I believe, with abiding conviction, that this people-nurtured by their deep faith, tutored by their hard lessons, moved by their high aspirations-have the will to meet the trials that these times impose.
...where legitimate opportunities are closed, illegitimate opportunities are seized. Whatever opens opportunity and hope will help to prevent crime and foster responsibility.
Of those to whom much is given, much is asked.
Freedom is not enough.
Every citizen will be able, in his productive years when he is earning, to insure himself against the ravages of illness in his old age.
A perpetual conflict with natural desires seems to be the lot of our present state. In youth we require something of the tardiness and frigidity of age; and in age we must labour to recall the fire and impetuosity of youth; in youth we must learn to respect, and in age to enjoy.
We do this in order to slow down aggression. We do this to increase the confidence of the brave people of South Vietnam who have bravely born this brutal battle for so many years with so many casualties. And we do this to convince the leaders of North Vietnam-and all who seek to share their conquest-of a simple fact: We will not be defeated. We will not grow tired. We will not withdraw either openly or under the cloak of a meaningless agreement.
Education is 'the guardian genius of our democracy.' Nothing really means more to our future, not our military defenses, not our missiles or our bombers, not our production economy, not even our democratic system of government. For all of these are worthless if we lack the brain power to support and sustain them.
If we become tow people-the suburban affluent and the urban poor, each filled with mistrust and fear of the other-then we shall effectively cripple each generation to come.
We cannot have government for all the people until we first make certain it is government of and by all the people.
In this age when there can be no losers in peace and no victors in war; we must recognize the obligation to match national strength with national restraint.
It (the heart) is supposed in popular language, to be the seat sometimes, of courage, sometimes of affection, sometimes of honesty, or baseness.
The test before us as a people is not whether our commitments match our will and our courage; but whether we have the will and courage to match our commitments.
Every citizen, regardless of his race, creed, or color, is entitled to equal justice.
The family is the corner stone of our society. More than any other force it shapes the attitude, the hopes, the ambitions, and the values of the child. And when the family collapses it is the children that are usually damaged. When it happens on a massive scale the community itself is crippled.
No one has the right to use America's rivers and America's Waterways, that belong to all the people. as a sewer. The banks of a river may belong to one man or one industry or one State, but the waters which flow between the banks should belong to all the people.
Presidents quickly realize that while a single act might destroy the world they live in, no one single decision can make life suddenly better or can turn history around for the good.
For me, it is a deep personal tragedy. I know that the world shares the sorrow that Mrs. Kennedy and her family bear. I will do my best. That is all I can do. I ask for your help - and God's.
In our home there was always prayer - aloud, proud and unapologetic.
Today our problem is not making miracles, but managing them.
Now we may have more preachers out there than we have drinkers. But a fellow told me a story one time about a man down in Kentuckywhere they make bourbon. And he said you can take a jigger or two jiggers and get by all right. But if you try to take the whole bottle why you have lost what you started with. So don't try to take it too quick. And don't try to do all of it at once. I don't do much promising. I tell what my goals are and then I try to wrap it up and put a blue ribbon on it and get it delivered. We say put the coonskin on the wall.
I am persuaded that the people of the world have no grievances, one against the other. The hopes and desires of a man who tills the soil are about the same whether he lives on the banks of the Colorado or on the banks of the Danube.
Law is the great civilizing machinery. It liberates the desire to build and subdues the desire to destroy.
I hear the headlines on the radio, see them on TV and read them in the paper. When I hear from the men out there, I sometimes don't believe they are talking about the same situation.
As the House is designed to provide a reflection of the mood of the moment, the Senate is meant to reflect the continuity of the past--to preserve the delicate balance of justice between the majority's whims and the minority's rights.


Task item: Would you work out how many lines below include the word "JSON"? Only that number is wanted.

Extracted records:
- - -
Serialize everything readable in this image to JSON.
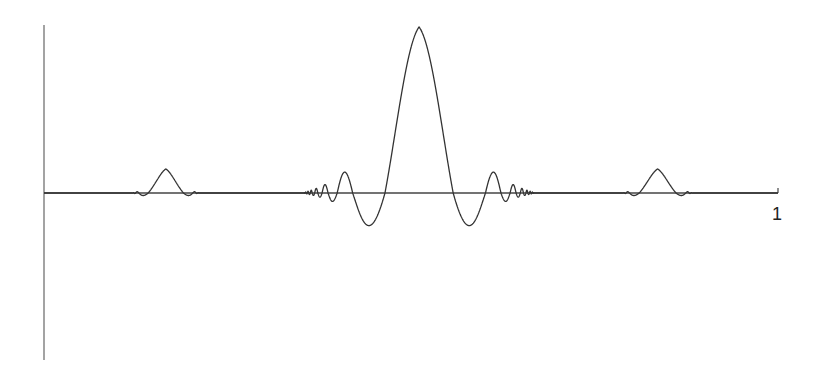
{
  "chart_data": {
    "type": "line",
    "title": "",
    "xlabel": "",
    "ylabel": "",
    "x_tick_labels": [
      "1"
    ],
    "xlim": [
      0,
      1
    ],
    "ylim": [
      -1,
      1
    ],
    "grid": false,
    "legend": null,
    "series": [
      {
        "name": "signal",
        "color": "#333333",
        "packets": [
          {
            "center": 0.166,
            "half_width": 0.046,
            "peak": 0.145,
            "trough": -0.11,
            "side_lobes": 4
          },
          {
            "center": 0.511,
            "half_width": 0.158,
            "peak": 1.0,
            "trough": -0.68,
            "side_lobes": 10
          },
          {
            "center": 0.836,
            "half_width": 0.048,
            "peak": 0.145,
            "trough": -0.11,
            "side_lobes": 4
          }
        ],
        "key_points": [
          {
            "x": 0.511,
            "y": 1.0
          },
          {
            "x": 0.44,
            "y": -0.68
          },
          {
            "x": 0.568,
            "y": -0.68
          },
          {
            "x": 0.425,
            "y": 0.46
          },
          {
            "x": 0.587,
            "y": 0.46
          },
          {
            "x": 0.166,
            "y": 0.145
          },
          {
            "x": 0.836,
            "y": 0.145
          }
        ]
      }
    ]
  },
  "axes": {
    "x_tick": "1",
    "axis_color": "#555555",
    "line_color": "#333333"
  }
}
- - -
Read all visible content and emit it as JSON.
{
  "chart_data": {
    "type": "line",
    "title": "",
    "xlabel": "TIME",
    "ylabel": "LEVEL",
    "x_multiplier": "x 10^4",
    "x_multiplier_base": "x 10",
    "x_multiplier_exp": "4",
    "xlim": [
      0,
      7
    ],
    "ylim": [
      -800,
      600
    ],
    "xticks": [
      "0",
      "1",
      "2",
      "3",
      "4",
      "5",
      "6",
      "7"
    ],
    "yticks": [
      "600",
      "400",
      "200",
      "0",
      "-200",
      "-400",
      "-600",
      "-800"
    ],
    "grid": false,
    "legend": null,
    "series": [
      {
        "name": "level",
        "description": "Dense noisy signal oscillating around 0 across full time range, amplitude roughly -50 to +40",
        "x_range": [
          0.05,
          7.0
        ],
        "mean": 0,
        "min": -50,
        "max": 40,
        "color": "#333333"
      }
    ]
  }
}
- - -
Output of the exercise: 2